The general architecture that OA has defined includes a large set of use cases that are not the same as the more resource-centric ones that the EE community is focused on at the moment.  Further, BIBFRAME  concept / carrier distinuctions are important to its underlying model, so tying annotations to any Type list that doesn't align to this will be problematic.  As such, an initial take on a smaller solution space (rather than the general one you're addressing) is bound to differ. Talking with Ray Denenberg (the Editor for this doc) he sees the compatibility and interoperability differences to be minor to negligible, so it may be that we're not so far off on the compatibility after all.  My understanding is you'll be meeting with folks form LC this week and I look forward to hearing how these discussions go. 

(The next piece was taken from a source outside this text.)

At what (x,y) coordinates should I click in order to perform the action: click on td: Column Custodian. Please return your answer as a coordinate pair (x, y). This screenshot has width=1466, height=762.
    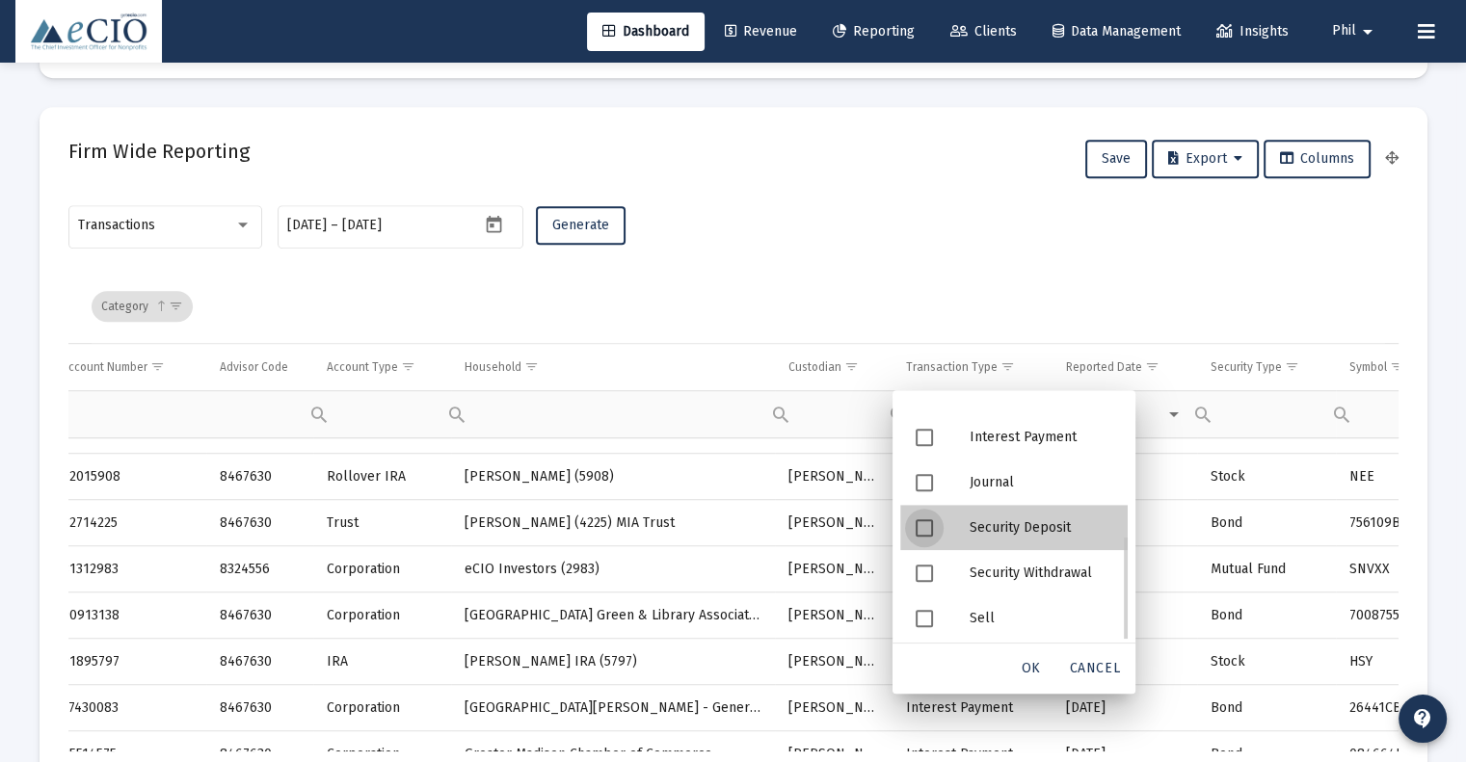
    Looking at the image, I should click on (834, 367).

The requirements are different. But as you've mentioned, there is overlap between the target communities and working together on supporting the needs of this overlap certainly makes sense. 

--
Eric Miller
President, Zepheira "The Art of Data"
http://zepheira.com/ tel:+1.617.395.0229


[1] A Bibliographic Framework for the Digital Age (October 31, 2011) http://www.loc.gov/marc/transition/
news/framework-103111.html


On May 3, 2013, at 4:14 PM, Robert Sanderson <[log in to unmask]> wrote:

> 
> Dear Sally, Ray and all,
> 
> As co-chairs and co-editors of the W3C Open Annotation Community Group, Paolo, Herbert and I would again like to invite members of the BIBFRAME group to continue the discussion of interoperable annotation on the mailing list for the W3C Community Group. There is neither a cost nor membership requirement to joining.
> 
> We feel it is fair to say that the Open Annotation effort has gained significant momentum, being the 6th largest community group with many active and ongoing discussions. However there is always room for improvement, and we still believe that both BIBFRAME and Open Annotation would benefit from an open discussion of the issues that resulted in the divergence which is clear in the annotation document.
> 
> It is regrettable that the BIBFRAME annotation model is neither compatible nor interoperable with the Open Annotation Data Model, especially given the significant overlap between the target communities of Open Annotation and BIBFRAME.  We are disappointed that prior efforts to engage with the BIBFRAME community regarding annotation did not yield more constructive results to this stage. We hope that our invitation to discuss issues on the W3C Community Group will be met positively as we feel we owe it to our communities to work towards convergence.